Whenever I go to downsize more of the things from my professional past, it feels as if I am carving off pieces of myself and throwing them away (donating, recycling, etc.). However, I set myself a goal of weeding out my professional books once more. I haven't given a lecture or a workshop or even done a reading in a classroom since I moved here. I doubt anyone would ever be interested in my literacy expertise again. So, I thought I would pick up that proverbial knife.
I selected 40 books and that ginormous pile of journals on the left for down-sizing. I have them in piles for ones I thought my friend Mary could use with her children (such as picture dictionaries for young children), ones I wondered if the church school might like (such as ones on using Children's Literature across the curriculum), ones I thought might be interesting to someone at a used book store, ones I thought one of the two people I know who wish to write for children might like, and two High-Interest, Low-Read books that I should have sent to my sister for my autistic nephew eons ago. Plus, I have another small pile of Lutheran books to add to the ones I gave my pastor two months ago, when I realized the type of studying those books were for was the type of studying my mind cannot really do anymore.
I still kept the seminal books on the various topics of literacy scholarship. And I kept all the ones from my dissertation study. They are the ones that any college library would still have and would most likely reading, such as Louise Rosenblatt's The Reader, The Text, and the Poem. Keeping them is really like keeping yet another quilt. You really only need one quilt. All the rest are just comfort....
The other thought I have had is that I would like to start giving away many of my children's books. I mean, I no longer need 20 examples of ABC books to bring to workshops. One or two would be enough for visiting children. The same goes for the many examples I have among the over 1,000 children's and young adult books I have. I will keep all the young adult fantasy, because I enjoy reading it. And I will keep a wide range of picture books, poetry books, non-fiction books, fiction books, and biographies. But I certainly do not need them all.
I really missed the boat when Mary's beloved was here for his conference. I could have sent a few boxes home with him.
My first project (the one before the downsizing), was to go through all my medications (some of which are pictured here ... purposely blurry) and create a list on my phone that has the refill expiration dates on them. By that I mean, I wrote out the name of the medication and then the month I would be picking up the last refill. That way, when I go to my 8-week GP visit, I can check the prescription list to see which refills I will need before my next visit.
My goal this year is to be less "work" for both the pharmacy and my GP's office staff. The first step in that was to get the pharmacy management contractor for my Medicare insurance company to send all the forms for renewing the pre-authorizations I need on some of my medications. I managed to get that process finished on January 14th, four days before it absolutely had to be done.
By making this note in the Medical folder of my AwesomeNote app (the BEST app for keeping track of things I don't remember), I will (hopefully) eliminate the need for calling in refills in-between appointments. In creating the note, I realized that I am already out of refills for Singular. I see my GP on the 30th, so I will get a refill then. I am really, really, really glad I did not put off this organization task any longer because I thought Singular was one of the oodles of prescriptions renewed in December. I was wrong.
Here is my fire from last night. I really enjoyed it, but did not have one tonight since I spent the evening weeping as I culled more bits of who I used to be. SIGH.
1 comment:
I am sorry for the continued loss of who you used to be. I'm sure it is harder than I even know.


## Exercise
Using the listing below, report all lines holding the word "Baseline".

BEGIN

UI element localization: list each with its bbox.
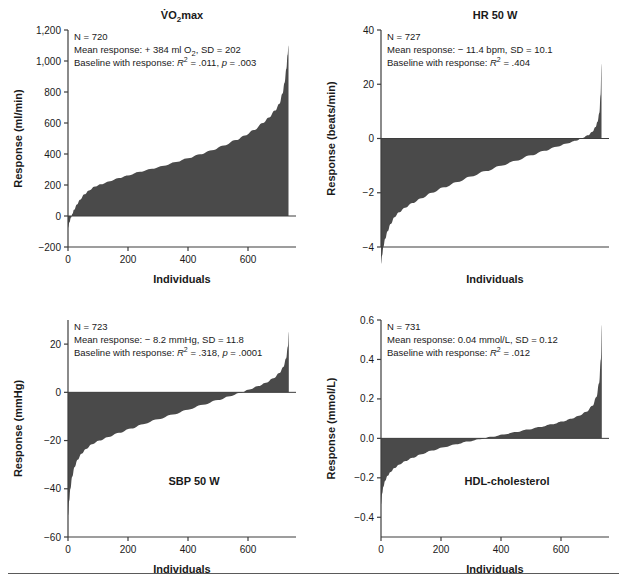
figure-footer-rule bbox=[8, 573, 619, 574]
annotation-line-mean: Mean response: − 11.4 bpm, SD = 10.1 bbox=[387, 44, 553, 55]
y-axis-title: Response (beats/min) bbox=[325, 81, 337, 196]
x-axis-title: Individuals bbox=[466, 273, 523, 285]
y-axis-title: Response (mmHg) bbox=[12, 380, 24, 478]
chart-panel-sbp50w: −60−40−200200200400600IndividualsRespons… bbox=[0, 290, 313, 580]
y-tick-label: −200 bbox=[38, 242, 61, 253]
figure-panel-grid: −20002004006008001,0001,2000200400600Ind… bbox=[0, 0, 627, 581]
panel-title: HR 50 W bbox=[473, 9, 518, 21]
y-tick-label: 20 bbox=[50, 339, 62, 350]
x-axis-title: Individuals bbox=[153, 273, 210, 285]
x-tick-label: 200 bbox=[433, 544, 450, 555]
chart-svg-hdl: −0.4−0.20.00.20.40.60200400600Individual… bbox=[313, 290, 626, 580]
y-tick-label: 0 bbox=[55, 211, 61, 222]
annotation-line-n: N = 727 bbox=[387, 31, 421, 42]
y-tick-label: 20 bbox=[363, 79, 375, 90]
chart-svg-hr50w: −4−202040IndividualsResponse (beats/min)… bbox=[313, 0, 626, 290]
chart-panel-hr50w: −4−202040IndividualsResponse (beats/min)… bbox=[313, 0, 626, 290]
chart-panel-hdl-cholesterol: −0.4−0.20.00.20.40.60200400600Individual… bbox=[313, 290, 626, 580]
annotation-line-baseline: Baseline with response: R2 = .318, p = .… bbox=[74, 346, 262, 358]
x-tick-label: 400 bbox=[180, 544, 197, 555]
x-tick-label: 600 bbox=[240, 254, 257, 265]
y-tick-label: 0 bbox=[55, 387, 61, 398]
chart-svg-vo2max: −20002004006008001,0001,2000200400600Ind… bbox=[0, 0, 313, 290]
y-axis-title: Response (ml/min) bbox=[12, 89, 24, 188]
y-tick-label: 1,000 bbox=[36, 56, 61, 67]
x-tick-label: 200 bbox=[120, 254, 137, 265]
annotation-line-mean: Mean response: 0.04 mmol/L, SD = 0.12 bbox=[387, 334, 558, 345]
annotation-line-n: N = 720 bbox=[74, 31, 108, 42]
x-tick-label: 400 bbox=[493, 544, 510, 555]
y-tick-label: 40 bbox=[363, 25, 375, 36]
annotation-line-baseline: Baseline with response: R2 = .012 bbox=[387, 346, 530, 358]
x-tick-label: 600 bbox=[240, 544, 257, 555]
y-tick-label: −0.4 bbox=[354, 512, 374, 523]
data-area-sbp50w bbox=[68, 332, 289, 515]
in-plot-label: HDL-cholesterol bbox=[465, 475, 550, 487]
y-tick-label: −40 bbox=[44, 483, 61, 494]
annotation-line-mean: Mean response: − 8.2 mmHg, SD = 11.8 bbox=[74, 334, 244, 345]
y-tick-label: 0.6 bbox=[360, 315, 374, 326]
y-tick-label: 800 bbox=[44, 87, 61, 98]
x-tick-label: 600 bbox=[553, 544, 570, 555]
y-tick-label: −4 bbox=[363, 242, 375, 253]
data-area-vo2max bbox=[68, 46, 289, 228]
y-tick-label: 600 bbox=[44, 118, 61, 129]
y-tick-label: 0.2 bbox=[360, 393, 374, 404]
y-tick-label: 1,200 bbox=[36, 25, 61, 36]
x-tick-label: 0 bbox=[378, 544, 384, 555]
x-tick-label: 200 bbox=[120, 544, 137, 555]
x-tick-label: 400 bbox=[180, 254, 197, 265]
y-axis-title: Response (mmol/L) bbox=[325, 377, 337, 479]
y-tick-label: 200 bbox=[44, 180, 61, 191]
in-plot-label: SBP 50 W bbox=[168, 475, 220, 487]
y-tick-label: 0 bbox=[368, 133, 374, 144]
x-tick-label: 0 bbox=[65, 254, 71, 265]
annotation-line-baseline: Baseline with response: R2 = .404 bbox=[387, 56, 530, 68]
y-tick-label: −20 bbox=[44, 435, 61, 446]
annotation-line-mean: Mean response: + 384 ml O2, SD = 202 bbox=[74, 44, 241, 58]
chart-panel-vo2max: −20002004006008001,0001,2000200400600Ind… bbox=[0, 0, 313, 290]
annotation-line-n: N = 723 bbox=[74, 321, 108, 332]
y-tick-label: 0.0 bbox=[360, 433, 374, 444]
x-tick-label: 0 bbox=[65, 544, 71, 555]
y-tick-label: −0.2 bbox=[354, 472, 374, 483]
annotation-line-n: N = 731 bbox=[387, 321, 421, 332]
y-tick-label: −2 bbox=[363, 187, 375, 198]
y-tick-label: 400 bbox=[44, 149, 61, 160]
chart-svg-sbp50w: −60−40−200200200400600IndividualsRespons… bbox=[0, 290, 313, 580]
annotation-line-baseline: Baseline with response: R2 = .011, p = .… bbox=[74, 56, 256, 68]
data-area-hr50w bbox=[381, 64, 602, 264]
panel-title: V̇O2max bbox=[161, 9, 204, 24]
y-tick-label: 0.4 bbox=[360, 354, 374, 365]
y-tick-label: −60 bbox=[44, 532, 61, 543]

END

## Output for this task
annotation-line-baseline: Baseline with response: R2 = .318, p = .… bbox=[74, 346, 262, 358]
annotation-line-baseline: Baseline with response: R2 = .012 bbox=[387, 346, 530, 358]
annotation-line-baseline: Baseline with response: R2 = .404 bbox=[387, 56, 530, 68]
annotation-line-baseline: Baseline with response: R2 = .011, p = .… bbox=[74, 56, 256, 68]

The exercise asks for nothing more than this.